The follow up to the Development Process –Initiation post focuses on the creation of the learning originally investigated
during the first four steps of the process.
While not every project follows this process, I find that it includes
the primary elements necessary for a project.
Creation
Following the initiation stages, creation
focuses on the development of actual materials to create the final
product. After the work that was done
identifying the various aspects of the request in the first stage, creation
includes: Content Outline, Brainstorm, Editable Draft, and Final Product.
Content Outline
The first step of the creation phase is to
work with the identified SMEs to gather the appropriate materials. These materials can be existing eLearning
content or PowerPoint decks from previously held synchronous sessions, but most
likely they are a jumble of presentations that have been given to leadership or
decks that have been used to communicate with teams involved. Of course, this makes the assumption that
there are materials that exist and you aren’t working from scratch
Once you’ve gathered the materials from the
SMEs (or sat down with them long enough), you can begin taking their rough
material and making it into an outline.
The outline isn’t designed to be an outline of the finished product, but
rather an outline of the current content.
The outline serves the dual purpose of limiting the scope of what’s to
be included (through a confirmation with the identified stakeholders) as well
as ensuring that you understand the content well enough to organize it on
paper. Likely, you’ll identify many
questions and gaps in your knowledge that can be plugged before you get too far
into the process.
Brainstorm
Now that you’ve organized the content into a
readable format in order to limit the scope and ensure you understand it, it is
time to being brainstorming about the best way to deliver the material. Based on information gathered from the
initiation stage, you work with the stakeholders, designers, valued others, and
potentially even members of the potential audience group to think through how
the material can best be presented.
Similar to the Delivery Medium step, you can get an idea of what people
have been picturing by talking through the content, assessments, tracking, and
audience.
Based on your knowledge of learning delivery
and development as well as their knowledge of the material, you can ideate
about possible creative solutions used to convey the material. Having just gone through the Content Outline
stage, you’ll be able to identify with learners who knew nothing and need to
have a deep understanding of the content.
While the output of this stage is primarily
an agreement on ideas and concepts, it can be helpful to have everyone on the
same page as to what the final product will likely look like. For example, there’s a big difference between
a virtual synchronous class, a video, and an infographic. Not only can you get focused on a single
delivery medium, you can also ideate about the large, interactive elements
within that output.
Editable Draft
This is the part where people start arguing
about storyboards (ADDIE) versus rapid prototyping (SAM). However, we’ll focus on the desired outcome
and leave the defining of what gets us there to others. Ultimately, at the end of this step, you want
to have something to share with your stakeholders that is in as editable a
format as possible.
Typically, I create elements in Work, Excel,
and PowerPoint during this stage. While
I may do other work in Photoshop, Illustrator or Flash to showcase some of the
final look or functionality, I want to keep it simple to allow them to make
changes (or make them easily myself).
Exactly what is created here depends on the
output, but the focus is on communicating as clearly as possible. If there’s a script that needs to approved,
it can be written in Word, laid out in Excel, or included in the slide notes of
PowerPoint. To show the visual look and
feel of a module, PowerPoint can help walk them through. If you are using a rapid development tool,
you can get your deck pretty close to final as you ultimately will have to work
in PowerPoint before moving to Captivate or another tool. If you are creating an infographic, you can move
immediately to Illustrator, or you can use Excel to talk about the data,
including identifying what’s missing, in order to get buy-in that this is the
whole of what you need.
Once you have your materials in a format that
can be shared, they go through the approval and polishing that happens with the
stakeholders. You may have them do the
editing or collect their feedback and make the changes yourself – it’s up to
you. I find it greatly depends on the
type of stakeholder they have proven themselves to be during the process in
order to get feedback or approval from them as quickly as possible.
Final Product
Now that you have your different, approved assets
including scripts, look and feel, and organization, you can begin assembling
and massaging those into the final product.
Narration can be recorded, final visuals can be created, and everything
can be buttoned up into a final deliverable.
Likely there is some alpha and beta testing that occurs here before the
final delivery, but hopefully you have conveyed to the stakeholders that you
are merely looking for final approval or identification of things that are
wrong. This really isn’t the place to
discuss font sizes or other elements that will delay the final delivery.
This is a high level process, that has a bit
of inherent flexibility to ensure that it can adapt to the needs of the
development. Is it perfect? No.
For example, there’s a lot of overlap between the Delivery Medium stage
and the Brainstorming stage. However,
rarely is there a development cycle that is perfectly laid out either. Sometimes timelines dictate faster work,
sometimes SMEs aren’t invested in providing feedback, sometimes there are
others who work through the process with you (which can really be a blessing if
you can get them to knock out things like the content outline and get you started
on the right foot), but in general this process captures what I’ve found
helpful for successful development along the way.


■ Problem to work on ■
Give back every line of the data below exactly.

■ Stored data ■
- - -

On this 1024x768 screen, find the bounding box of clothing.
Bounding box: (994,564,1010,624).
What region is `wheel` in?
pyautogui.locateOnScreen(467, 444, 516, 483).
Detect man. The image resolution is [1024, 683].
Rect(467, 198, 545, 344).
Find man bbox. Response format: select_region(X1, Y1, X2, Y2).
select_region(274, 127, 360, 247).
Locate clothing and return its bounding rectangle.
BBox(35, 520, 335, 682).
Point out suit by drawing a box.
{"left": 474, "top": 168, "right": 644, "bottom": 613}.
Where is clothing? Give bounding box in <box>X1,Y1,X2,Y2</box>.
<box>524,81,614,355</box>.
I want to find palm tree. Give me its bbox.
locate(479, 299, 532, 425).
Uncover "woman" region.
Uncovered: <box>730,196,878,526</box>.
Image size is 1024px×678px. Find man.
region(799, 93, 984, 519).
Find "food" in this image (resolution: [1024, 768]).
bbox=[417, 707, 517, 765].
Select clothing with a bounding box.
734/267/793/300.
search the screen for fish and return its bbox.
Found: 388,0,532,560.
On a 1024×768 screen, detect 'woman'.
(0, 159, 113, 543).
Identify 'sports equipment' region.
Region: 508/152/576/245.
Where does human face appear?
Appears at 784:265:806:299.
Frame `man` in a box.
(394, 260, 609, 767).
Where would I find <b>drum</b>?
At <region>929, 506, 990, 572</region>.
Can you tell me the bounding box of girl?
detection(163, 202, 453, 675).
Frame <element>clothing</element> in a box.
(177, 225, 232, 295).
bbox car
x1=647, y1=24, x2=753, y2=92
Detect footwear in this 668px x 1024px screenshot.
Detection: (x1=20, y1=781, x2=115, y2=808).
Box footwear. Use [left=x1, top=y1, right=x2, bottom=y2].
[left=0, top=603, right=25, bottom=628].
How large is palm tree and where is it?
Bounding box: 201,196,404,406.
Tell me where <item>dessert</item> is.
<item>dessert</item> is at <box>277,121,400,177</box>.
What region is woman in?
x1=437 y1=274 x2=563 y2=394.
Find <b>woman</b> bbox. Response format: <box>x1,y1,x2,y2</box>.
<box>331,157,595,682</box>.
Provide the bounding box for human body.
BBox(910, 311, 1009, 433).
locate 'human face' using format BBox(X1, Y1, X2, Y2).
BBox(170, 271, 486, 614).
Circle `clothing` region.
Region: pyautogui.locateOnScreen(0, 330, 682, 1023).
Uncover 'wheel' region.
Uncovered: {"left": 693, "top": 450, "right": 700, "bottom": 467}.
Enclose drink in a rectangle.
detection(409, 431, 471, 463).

- - -

■ Output of the task ■
On this 1024x768 screen, find the bounding box of clothing.
Bounding box: (994,564,1010,624).
What region is `wheel` in?
pyautogui.locateOnScreen(467, 444, 516, 483).
Detect man. The image resolution is [1024, 683].
Rect(467, 198, 545, 344).
Find man bbox. Response format: select_region(X1, Y1, X2, Y2).
select_region(274, 127, 360, 247).
Locate clothing and return its bounding rectangle.
BBox(35, 520, 335, 682).
Point out suit by drawing a box.
{"left": 474, "top": 168, "right": 644, "bottom": 613}.
Where is clothing? Give bounding box in <box>X1,Y1,X2,Y2</box>.
<box>524,81,614,355</box>.
I want to find palm tree. Give me its bbox.
locate(479, 299, 532, 425).
Uncover "woman" region.
Uncovered: <box>730,196,878,526</box>.
Image size is 1024px×678px. Find man.
region(799, 93, 984, 519).
Find "food" in this image (resolution: [1024, 768]).
bbox=[417, 707, 517, 765].
Select clothing with a bounding box.
734/267/793/300.
search the screen for fish and return its bbox.
Found: 388,0,532,560.
On a 1024×768 screen, detect 'woman'.
(0, 159, 113, 543).
Identify 'sports equipment' region.
Region: 508/152/576/245.
Where does human face appear?
Appears at 784:265:806:299.
Frame `man` in a box.
(394, 260, 609, 767).
Where would I find <b>drum</b>?
At <region>929, 506, 990, 572</region>.
Can you tell me the bounding box of girl?
detection(163, 202, 453, 675).
Frame <element>clothing</element> in a box.
(177, 225, 232, 295).
bbox car
x1=647, y1=24, x2=753, y2=92
Detect footwear in this 668px x 1024px screenshot.
Detection: (x1=20, y1=781, x2=115, y2=808).
Box footwear. Use [left=x1, top=y1, right=x2, bottom=y2].
[left=0, top=603, right=25, bottom=628].
How large is palm tree and where is it?
Bounding box: 201,196,404,406.
Tell me where <item>dessert</item> is.
<item>dessert</item> is at <box>277,121,400,177</box>.
What region is woman in?
x1=437 y1=274 x2=563 y2=394.
Find <b>woman</b> bbox. Response format: <box>x1,y1,x2,y2</box>.
<box>331,157,595,682</box>.
Provide the bounding box for human body.
BBox(910, 311, 1009, 433).
locate 'human face' using format BBox(X1, Y1, X2, Y2).
BBox(170, 271, 486, 614).
Circle `clothing` region.
Region: pyautogui.locateOnScreen(0, 330, 682, 1023).
Uncover 'wheel' region.
Uncovered: {"left": 693, "top": 450, "right": 700, "bottom": 467}.
Enclose drink in a rectangle.
detection(409, 431, 471, 463).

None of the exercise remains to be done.